ZmnSCPxj,
  
> Lightning uses a "short channel ID" which is basically an index of block number + index of transaction + index of output to refer to channels.

Oh wow, this is very similar to the PUBREF proposal. In fact the OP_PUBREF4 operation could be modified to take the tuple: (block number, index of transaction, index of PUSHDATA) and it would be functionally equivalent.  It looks like the construction of the short channel ID was chosen for the performance needed to resolve the lookup.

  > The problem with transaction being pruned is that the data in them might now be used in a *future* `OP_PUBREF`.

I can see how pruning is needed for scalability, and pruning can be made compatible with a reference to a transaction. If a transaction is pruned, then the key material used in a prune'ed block's PUSHDATA operations are of no value.  A user of the network shouldn't need to make this kind of PUBREF, and if a user did want to bring a wallet back from the dead - then the utility of PUBREF wouldn't be available to them.

Best Regards,
Mike


On Sun, Jul 28, 2019 at 7:49 PM ZmnSCPxj <ZmnSCPxj@protonmail.com> wrote:
Good morning Mike,

>  I think that this implication affects other applications built on the blockchain, not just the PubRef proposal:
>

I believe not?
Current applications use txids to refer to previous transactions, so even a short-ranged history rewrite will mostly not affect them --- they can just rebroadcast the transactions they are spending and get those reconfirmed again.
There is admittedly a risk of double-spending, but each individual application can just spend deeply-confirmed transactions, and tune what it considers "deeply-confirmed" depending on how large the value being spent is.
The point is that history rewrites are costly, but if the value being put in a `scriptPubKey` that uses `OP_PUBREF` is large enough, it may justify the cost of history rewrites --- but if the value is small, the individual application (which refers to transactions by their txid anyway) can generally assume miners will not bother to history-rewrite.

Since `OP_PUBREF` would be a consensus rule, we need to select a "deeply-confirmed" point that is deep enough for *all* cases, unlike applications **on top of the blockchain** which can tune their rule of "deeply-confirmed" based on value.
Thus my suggestion to use 100, which we consider "deep enough" to risk allowing miners to sell their coins.

Lightning uses a "short channel ID" which is basically an index of block number + index of transaction + index of output to refer to channels.
This is not a problem, however, even in case of short-ranged history rewrites.
The short channel ID is only used for public routing.
Between the channel counterparties, no security is based on short channel ID being stable; it just loses you potential routing fees from the channel (and can be fixed by increasing your "deeply-confirmed" enough level before you announce the channel for public routing).

>  > There is a potential for a targeted attack where a large payout going to a `scriptPubKey` that uses `OP_PUBREF` on a recently-confirmed transaction finds that recently-confirmed transaction is replaced with one that pays to a different public key, via a history-rewrite attack.
>  > Such an attack is doable by miners, and if we consider that we accept 100 blocks for miner coinbase maturity as "acceptably low risk" against miner shenanigans, then we might consider that 100 blocks might be acceptable for this also.
>  > Whether 100 is too high or not largely depends on your risk appetite.
>
> I agree 100% this attack is unexpected and very interesting.

It is precisely because of this possibility that we tend to avoid making SCRIPT validity dependent on anything that is not in the transaction.
We would have to re-evaluate the SCRIPT every time there is a chain tip reorganization (increasing validation CPU load), unless we do something like "only allow `OP_PUBREF` to data that is more than 100 blocks confirmed".

>  However, I find the arbitrary '100' to be unsatisfying - I'll have to do some more digging.

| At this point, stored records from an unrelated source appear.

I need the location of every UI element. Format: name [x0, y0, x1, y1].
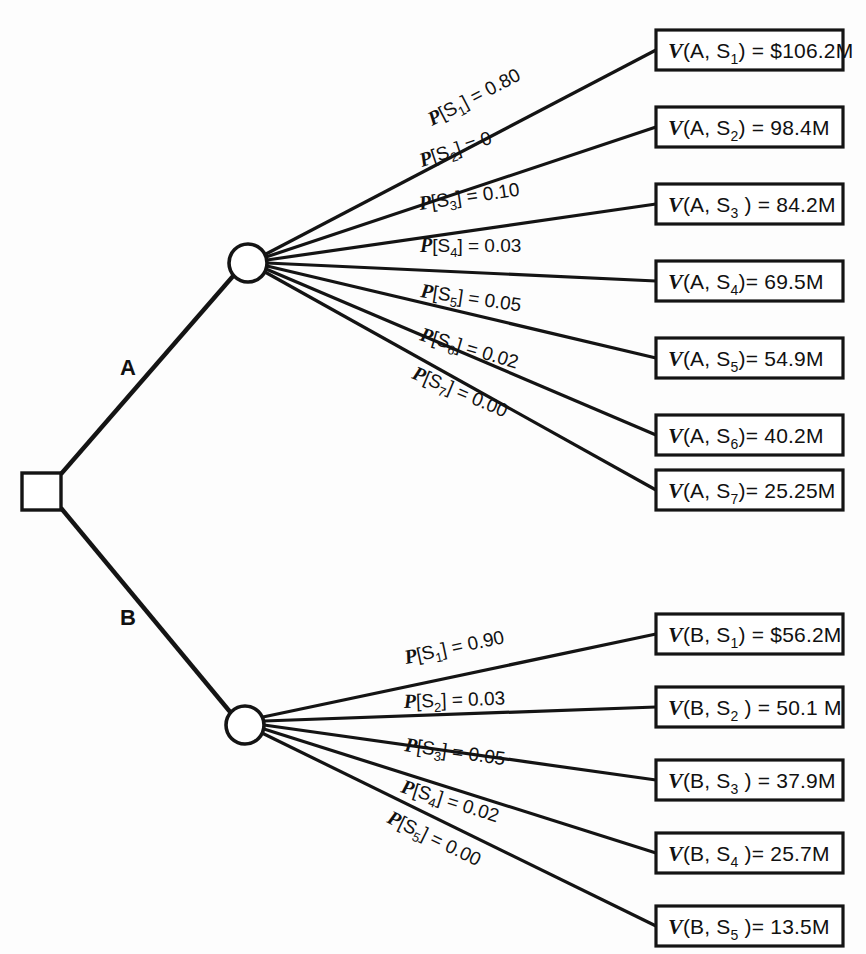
- payoff-tail-A-S3: ) = 84.2M: [739, 193, 836, 216]
- prob-value-A-S7: 0.00: [469, 387, 511, 421]
- prob-sub-A-S4: 4: [450, 245, 457, 260]
- payoff-sub-B-S2: 2: [731, 708, 739, 724]
- payoff-tail-A-S6: )= 40.2M: [739, 424, 824, 447]
- branch-A-payoff-boxes: V(A, S1) = $106.2M V(A, S2) = 98.4M V(A,…: [656, 30, 853, 510]
- edge-root-to-B: [61, 508, 231, 713]
- payoff-sub-A-S1: 1: [731, 51, 739, 67]
- prob-label-A-S3: P[S3] = 0.10: [416, 178, 521, 218]
- payoff-node-A-S7[interactable]: V(A, S7)= 25.25M: [656, 470, 843, 510]
- prob-value-B-S2: 0.03: [468, 687, 506, 709]
- payoff-node-A-S1[interactable]: V(A, S1) = $106.2M: [656, 30, 853, 70]
- payoff-node-A-S4[interactable]: V(A, S4)= 69.5M: [656, 261, 843, 301]
- payoff-node-A-S6[interactable]: V(A, S6)= 40.2M: [656, 415, 843, 455]
- payoff-tail-B-S3: ) = 37.9M: [739, 769, 836, 792]
- payoff-sub-A-S5: 5: [731, 359, 739, 375]
- chance-node-B[interactable]: [226, 706, 264, 744]
- branch-label-B: B: [120, 605, 136, 630]
- decision-tree-diagram: A B P[S1] = 0.80 P[S2] = 0 P[S3] = 0.10: [0, 0, 866, 954]
- chance-node-A[interactable]: [229, 244, 267, 282]
- payoff-sub-B-S5: 5: [731, 927, 739, 943]
- payoff-node-A-S2[interactable]: V(A, S2) = 98.4M: [656, 107, 843, 147]
- prob-value-A-S4: 0.03: [484, 235, 521, 256]
- payoff-tail-A-S1: ) = $106.2M: [739, 39, 854, 62]
- prob-label-B-S3: P[S3] = 0.05: [402, 733, 507, 773]
- prob-value-B-S1: 0.90: [465, 626, 506, 654]
- main-edges: [61, 275, 234, 713]
- prob-label-A-S7: P[S7] = 0.00: [407, 361, 511, 425]
- payoff-tail-B-S4: )= 25.7M: [739, 842, 830, 865]
- prob-value-B-S4: 0.02: [460, 795, 502, 826]
- payoff-sub-A-S3: 3: [731, 205, 739, 221]
- payoff-sub-A-S4: 4: [731, 282, 739, 298]
- tree-canvas: A B P[S1] = 0.80 P[S2] = 0 P[S3] = 0.10: [0, 0, 866, 954]
- prob-value-A-S1: 0.80: [481, 64, 524, 100]
- prob-value-B-S3: 0.05: [467, 743, 507, 769]
- payoff-tail-A-S4: )= 69.5M: [739, 270, 824, 293]
- prob-label-A-S1: P[S1] = 0.80: [423, 63, 526, 133]
- prob-value-A-S6: 0.02: [480, 342, 521, 373]
- payoff-sub-B-S3: 3: [731, 781, 739, 797]
- branch-B-prob-labels: P[S1] = 0.90 P[S2] = 0.03 P[S3] = 0.05 P…: [382, 625, 507, 873]
- payoff-sub-A-S7: 7: [731, 491, 739, 507]
- prob-label-A-S2: P[S2] = 0: [415, 126, 495, 175]
- prob-label-B-S1: P[S1] = 0.90: [401, 625, 506, 672]
- payoff-tail-A-S5: )= 54.9M: [739, 347, 824, 370]
- branch-label-A: A: [120, 355, 136, 380]
- prob-label-A-S4: P[S4] = 0.03: [419, 234, 521, 260]
- payoff-sub-A-S6: 6: [731, 436, 739, 452]
- payoff-sub-B-S4: 4: [731, 854, 739, 870]
- payoff-node-B-S1[interactable]: V(B, S1) = $56.2M: [656, 614, 843, 654]
- payoff-tail-B-S5: )= 13.5M: [739, 915, 830, 938]
- prob-value-A-S3: 0.10: [481, 179, 521, 205]
- payoff-tail-B-S1: ) = $56.2M: [739, 623, 842, 646]
- prob-value-A-S5: 0.05: [483, 289, 523, 315]
- payoff-tail-A-S2: ) = 98.4M: [739, 116, 830, 139]
- root-decision-node[interactable]: [22, 473, 61, 510]
- payoff-node-B-S5[interactable]: V(B, S5 )= 13.5M: [656, 906, 843, 946]
- payoff-sub-B-S1: 1: [731, 635, 739, 651]
- payoff-tail-B-S2: ) = 50.1 M: [739, 696, 842, 719]
- payoff-node-B-S4[interactable]: V(B, S4 )= 25.7M: [656, 833, 843, 873]
- payoff-node-A-S5[interactable]: V(A, S5)= 54.9M: [656, 338, 843, 378]
- branch-B-payoff-boxes: V(B, S1) = $56.2M V(B, S2 ) = 50.1 M V(B…: [656, 614, 843, 946]
- payoff-node-B-S2[interactable]: V(B, S2 ) = 50.1 M: [656, 687, 843, 727]
- edge-root-to-A: [61, 275, 234, 474]
- payoff-sub-A-S2: 2: [731, 128, 739, 144]
- payoff-node-A-S3[interactable]: V(A, S3 ) = 84.2M: [656, 184, 843, 224]
- payoff-node-B-S3[interactable]: V(B, S3 ) = 37.9M: [656, 760, 843, 800]
- payoff-tail-A-S7: )= 25.25M: [739, 479, 836, 502]
- branch-B-edges: [262, 634, 656, 926]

It would be interesting to trigger this on the testnet to see what happens.  Do you know if anyone has pushed these limits?  I am so taken by this attack I might attempt it.
>
>  > Data derived from > 220Gb of perpetually-growing blockchain is hardly, to my mind, "only needs an array".
>
> There are other open source projects that have to deal with larger data sets and have accounted for the real-world limits on computability. Apache HTTPD's Bucket-Brigade comes to mind, which has been well tested and can account for limited RAM when accessing linear data structures. For a more general purpose utility leveldb (bsd-license) provides random access to arbitrary data collections.

Which is the point: we need to use something, the details need to be considered during implementation, implementation details may leak in the effective spec (e.g. DER-encoding), etc.

>  Pruning can also be a real asset for PubRef.  If all transactions for a wallet have been pruned, then there is no need to index this PubRef - a validator can safely skip over it.

What?
The problem with transaction being pruned is that the data in them might now be used in a *future* `OP_PUBREF`.

Further, pruned nodes are still full validators --- transactions may be pruned, but the pruned node will ***still*** validate any `OP_PUBREF` it uses, because it is still a full validator, it just does not archive old blocks in local storage.